What if you could stop waiting on slow static methods and test your code instantly and reliably?
Why Mocking static methods (Mockito 3.4+) in JUnit? - Purpose & Use Cases
Imagine you have a big project where some parts use static methods to get data or perform actions. You want to test your code, but these static methods always run their real code, which might call a database or a web service.
You try to test manually by running the whole program and checking results, but it takes a long time and you can't control what the static methods do.
Testing like this is slow because every test runs the full static method code, which might be slow or unreliable.
It is also error-prone because you can't isolate your code from the static methods' side effects.
Manual testing becomes painful and hard to repeat exactly the same way.
Mocking static methods with Mockito 3.4+ lets you replace the real static method calls with fake ones during tests.
This means you can control what the static methods return or do, making your tests fast, reliable, and easy to write.
String result = StaticUtils.getData(); // calls real method
assertEquals("expected", result);try (MockedStatic<StaticUtils> mock = Mockito.mockStatic(StaticUtils.class)) { mock.when(StaticUtils::getData).thenReturn("mocked"); String result = StaticUtils.getData(); assertEquals("mocked", result); }
It enables writing fast, isolated tests that focus only on your code, ignoring complex static method internals.
When testing a payment service that calls a static method to get exchange rates, mocking that static method lets you test payment logic without depending on live exchange rate services.
Manual testing with static methods is slow and unreliable.
Mocking static methods lets you control their behavior in tests.
This leads to faster, cleaner, and more reliable automated tests.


▶ _WHAT NEEDS TO BE DONE_
Set down the records exactly as they stand, except for any pictures, which you should omit.

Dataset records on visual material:

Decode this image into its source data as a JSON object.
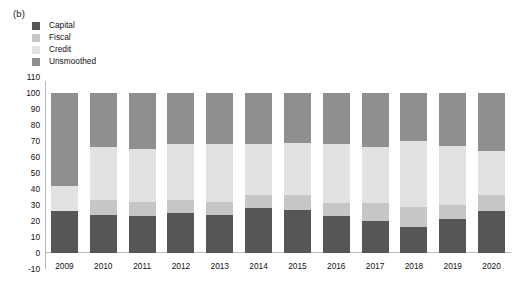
{
  "panel": {
    "label": "(b)"
  },
  "legend": {
    "position": "top-left",
    "items": [
      {
        "label": "Capital",
        "color": "#565656",
        "icon": "legend-swatch-icon"
      },
      {
        "label": "Fiscal",
        "color": "#c6c6c6",
        "icon": "legend-swatch-icon"
      },
      {
        "label": "Credit",
        "color": "#e2e2e2",
        "icon": "legend-swatch-icon"
      },
      {
        "label": "Unsmoothed",
        "color": "#8f8f8f",
        "icon": "legend-swatch-icon"
      }
    ]
  },
  "chart_data": {
    "type": "bar",
    "subtype": "stacked-bar-100",
    "title": "",
    "xlabel": "",
    "ylabel": "",
    "ylim": [
      -10,
      110
    ],
    "yticks": [
      110,
      100,
      90,
      80,
      70,
      60,
      50,
      40,
      30,
      20,
      10,
      0,
      -10
    ],
    "grid": false,
    "categories": [
      "2009",
      "2010",
      "2011",
      "2012",
      "2013",
      "2014",
      "2015",
      "2016",
      "2017",
      "2018",
      "2019",
      "2020"
    ],
    "series": [
      {
        "name": "Capital",
        "color": "#565656",
        "values": [
          26,
          24,
          23,
          25,
          24,
          28,
          27,
          23,
          20,
          16,
          21,
          26
        ]
      },
      {
        "name": "Fiscal",
        "color": "#c6c6c6",
        "values": [
          0,
          9,
          9,
          8,
          8,
          8,
          9,
          8,
          11,
          13,
          9,
          10
        ]
      },
      {
        "name": "Credit",
        "color": "#e2e2e2",
        "values": [
          16,
          33,
          33,
          35,
          36,
          32,
          33,
          37,
          35,
          41,
          37,
          28
        ]
      },
      {
        "name": "Unsmoothed",
        "color": "#8f8f8f",
        "values": [
          58,
          34,
          35,
          32,
          32,
          32,
          31,
          32,
          34,
          30,
          33,
          36
        ]
      }
    ],
    "cumulative_tops": {
      "capital": [
        26,
        24,
        23,
        25,
        24,
        28,
        27,
        23,
        20,
        16,
        21,
        26
      ],
      "fiscal": [
        26,
        33,
        32,
        33,
        32,
        36,
        36,
        31,
        31,
        29,
        30,
        36
      ],
      "credit": [
        42,
        66,
        65,
        68,
        68,
        68,
        69,
        68,
        66,
        70,
        67,
        64
      ],
      "unsmoothed": [
        100,
        100,
        100,
        100,
        100,
        100,
        100,
        100,
        100,
        100,
        100,
        100
      ]
    }
  }
}
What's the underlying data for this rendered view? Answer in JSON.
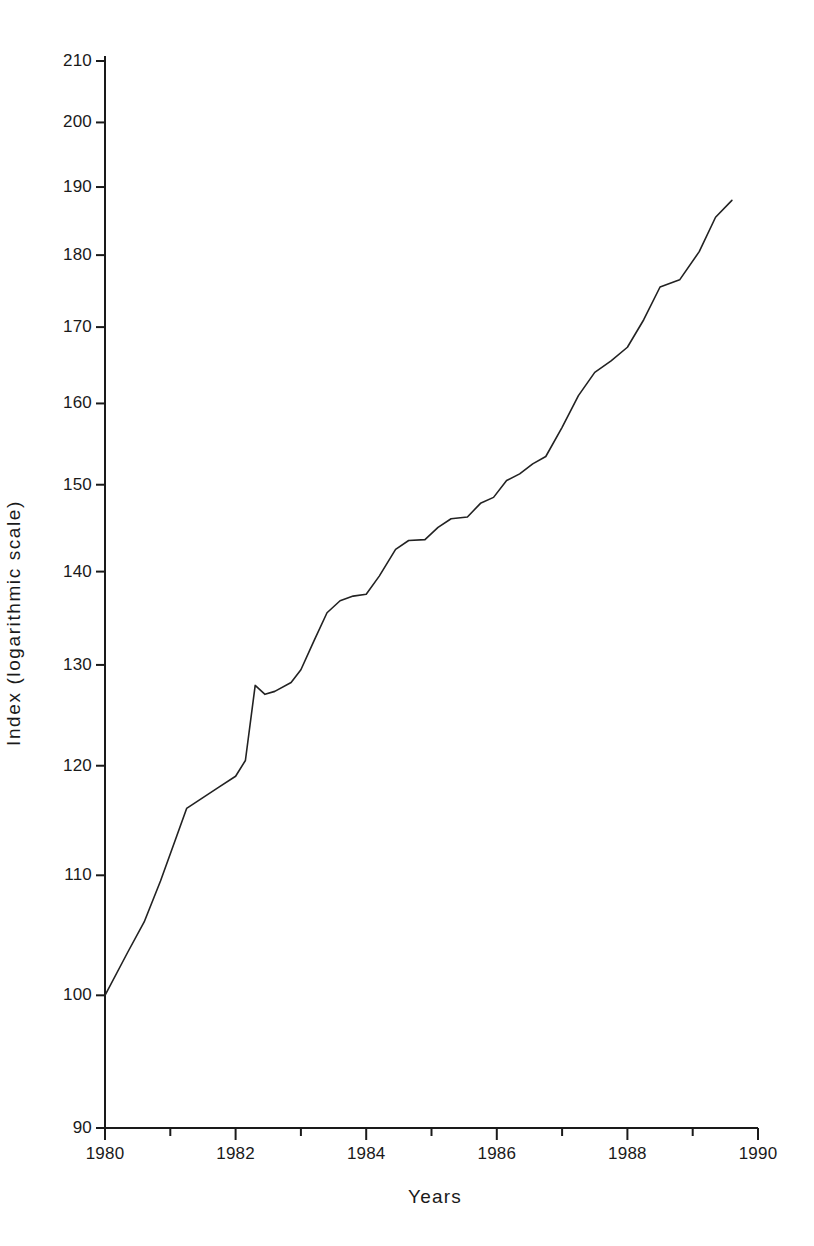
{
  "chart_data": {
    "type": "line",
    "title": "",
    "subtitle": "",
    "xlabel": "Years",
    "ylabel": "Index (logarithmic scale)",
    "yscale": "log",
    "xscale": "linear",
    "xlim": [
      1980,
      1990
    ],
    "ylim": [
      90,
      210
    ],
    "grid": false,
    "legend": false,
    "legend_position": "none",
    "x_ticks": [
      1980,
      1981,
      1982,
      1983,
      1984,
      1985,
      1986,
      1987,
      1988,
      1989,
      1990
    ],
    "x_tick_labels": [
      "1980",
      "",
      "1982",
      "",
      "1984",
      "",
      "1986",
      "",
      "1988",
      "",
      "1990"
    ],
    "x_major_ticks": [
      1980,
      1982,
      1984,
      1986,
      1988,
      1990
    ],
    "x_major_tick_labels": [
      "1980",
      "1982",
      "1984",
      "1986",
      "1988",
      "1990"
    ],
    "y_ticks": [
      90,
      100,
      110,
      120,
      130,
      140,
      150,
      160,
      170,
      180,
      190,
      200,
      210
    ],
    "y_tick_labels": [
      "90",
      "100",
      "110",
      "120",
      "130",
      "140",
      "150",
      "160",
      "170",
      "180",
      "190",
      "200",
      "210"
    ],
    "series": [
      {
        "name": "Index",
        "color": "#222222",
        "line_width": 1.6,
        "x": [
          1980.0,
          1980.35,
          1980.6,
          1980.85,
          1981.1,
          1981.25,
          1981.5,
          1981.75,
          1982.0,
          1982.15,
          1982.3,
          1982.45,
          1982.6,
          1982.85,
          1983.0,
          1983.2,
          1983.4,
          1983.6,
          1983.8,
          1984.0,
          1984.2,
          1984.45,
          1984.65,
          1984.9,
          1985.1,
          1985.3,
          1985.55,
          1985.75,
          1985.95,
          1986.15,
          1986.35,
          1986.55,
          1986.75,
          1987.0,
          1987.25,
          1987.5,
          1987.75,
          1988.0,
          1988.25,
          1988.5,
          1988.8,
          1989.1,
          1989.35,
          1989.6
        ],
        "y": [
          100.0,
          103.5,
          106.0,
          109.5,
          113.5,
          116.0,
          117.0,
          118.0,
          119.0,
          120.5,
          127.9,
          127.0,
          127.3,
          128.2,
          129.5,
          132.5,
          135.5,
          136.8,
          137.3,
          137.5,
          139.5,
          142.5,
          143.5,
          143.6,
          145.0,
          146.0,
          146.2,
          147.8,
          148.5,
          150.5,
          151.3,
          152.5,
          153.4,
          157.0,
          161.0,
          164.0,
          165.5,
          167.3,
          171.0,
          175.5,
          176.5,
          180.5,
          185.5,
          188.0
        ]
      }
    ],
    "annotations": [],
    "data_note": "Monotonically rising index on a logarithmic y-axis, from 100 in 1980 to about 188 in late 1989, with visible step-like plateaus."
  },
  "axes": {
    "y_axis_title": "Index (logarithmic scale)",
    "x_axis_title": "Years"
  }
}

▶ _TASK ANSWER_
Decode this image into its source data as a JSON object.
{
  "panel": {
    "label": "(b)"
  },
  "legend": {
    "position": "top-left",
    "items": [
      {
        "label": "Capital",
        "color": "#565656",
        "icon": "legend-swatch-icon"
      },
      {
        "label": "Fiscal",
        "color": "#c6c6c6",
        "icon": "legend-swatch-icon"
      },
      {
        "label": "Credit",
        "color": "#e2e2e2",
        "icon": "legend-swatch-icon"
      },
      {
        "label": "Unsmoothed",
        "color": "#8f8f8f",
        "icon": "legend-swatch-icon"
      }
    ]
  },
  "chart_data": {
    "type": "bar",
    "subtype": "stacked-bar-100",
    "title": "",
    "xlabel": "",
    "ylabel": "",
    "ylim": [
      -10,
      110
    ],
    "yticks": [
      110,
      100,
      90,
      80,
      70,
      60,
      50,
      40,
      30,
      20,
      10,
      0,
      -10
    ],
    "grid": false,
    "categories": [
      "2009",
      "2010",
      "2011",
      "2012",
      "2013",
      "2014",
      "2015",
      "2016",
      "2017",
      "2018",
      "2019",
      "2020"
    ],
    "series": [
      {
        "name": "Capital",
        "color": "#565656",
        "values": [
          26,
          24,
          23,
          25,
          24,
          28,
          27,
          23,
          20,
          16,
          21,
          26
        ]
      },
      {
        "name": "Fiscal",
        "color": "#c6c6c6",
        "values": [
          0,
          9,
          9,
          8,
          8,
          8,
          9,
          8,
          11,
          13,
          9,
          10
        ]
      },
      {
        "name": "Credit",
        "color": "#e2e2e2",
        "values": [
          16,
          33,
          33,
          35,
          36,
          32,
          33,
          37,
          35,
          41,
          37,
          28
        ]
      },
      {
        "name": "Unsmoothed",
        "color": "#8f8f8f",
        "values": [
          58,
          34,
          35,
          32,
          32,
          32,
          31,
          32,
          34,
          30,
          33,
          36
        ]
      }
    ],
    "cumulative_tops": {
      "capital": [
        26,
        24,
        23,
        25,
        24,
        28,
        27,
        23,
        20,
        16,
        21,
        26
      ],
      "fiscal": [
        26,
        33,
        32,
        33,
        32,
        36,
        36,
        31,
        31,
        29,
        30,
        36
      ],
      "credit": [
        42,
        66,
        65,
        68,
        68,
        68,
        69,
        68,
        66,
        70,
        67,
        64
      ],
      "unsmoothed": [
        100,
        100,
        100,
        100,
        100,
        100,
        100,
        100,
        100,
        100,
        100,
        100
      ]
    }
  }
}
What's the underlying data for this rendered view? Answer in JSON.
{
  "chart_data": {
    "type": "line",
    "title": "",
    "subtitle": "",
    "xlabel": "Years",
    "ylabel": "Index (logarithmic scale)",
    "yscale": "log",
    "xscale": "linear",
    "xlim": [
      1980,
      1990
    ],
    "ylim": [
      90,
      210
    ],
    "grid": false,
    "legend": false,
    "legend_position": "none",
    "x_ticks": [
      1980,
      1981,
      1982,
      1983,
      1984,
      1985,
      1986,
      1987,
      1988,
      1989,
      1990
    ],
    "x_tick_labels": [
      "1980",
      "",
      "1982",
      "",
      "1984",
      "",
      "1986",
      "",
      "1988",
      "",
      "1990"
    ],
    "x_major_ticks": [
      1980,
      1982,
      1984,
      1986,
      1988,
      1990
    ],
    "x_major_tick_labels": [
      "1980",
      "1982",
      "1984",
      "1986",
      "1988",
      "1990"
    ],
    "y_ticks": [
      90,
      100,
      110,
      120,
      130,
      140,
      150,
      160,
      170,
      180,
      190,
      200,
      210
    ],
    "y_tick_labels": [
      "90",
      "100",
      "110",
      "120",
      "130",
      "140",
      "150",
      "160",
      "170",
      "180",
      "190",
      "200",
      "210"
    ],
    "series": [
      {
        "name": "Index",
        "color": "#222222",
        "line_width": 1.6,
        "x": [
          1980.0,
          1980.35,
          1980.6,
          1980.85,
          1981.1,
          1981.25,
          1981.5,
          1981.75,
          1982.0,
          1982.15,
          1982.3,
          1982.45,
          1982.6,
          1982.85,
          1983.0,
          1983.2,
          1983.4,
          1983.6,
          1983.8,
          1984.0,
          1984.2,
          1984.45,
          1984.65,
          1984.9,
          1985.1,
          1985.3,
          1985.55,
          1985.75,
          1985.95,
          1986.15,
          1986.35,
          1986.55,
          1986.75,
          1987.0,
          1987.25,
          1987.5,
          1987.75,
          1988.0,
          1988.25,
          1988.5,
          1988.8,
          1989.1,
          1989.35,
          1989.6
        ],
        "y": [
          100.0,
          103.5,
          106.0,
          109.5,
          113.5,
          116.0,
          117.0,
          118.0,
          119.0,
          120.5,
          127.9,
          127.0,
          127.3,
          128.2,
          129.5,
          132.5,
          135.5,
          136.8,
          137.3,
          137.5,
          139.5,
          142.5,
          143.5,
          143.6,
          145.0,
          146.0,
          146.2,
          147.8,
          148.5,
          150.5,
          151.3,
          152.5,
          153.4,
          157.0,
          161.0,
          164.0,
          165.5,
          167.3,
          171.0,
          175.5,
          176.5,
          180.5,
          185.5,
          188.0
        ]
      }
    ],
    "annotations": [],
    "data_note": "Monotonically rising index on a logarithmic y-axis, from 100 in 1980 to about 188 in late 1989, with visible step-like plateaus."
  },
  "axes": {
    "y_axis_title": "Index (logarithmic scale)",
    "x_axis_title": "Years"
  }
}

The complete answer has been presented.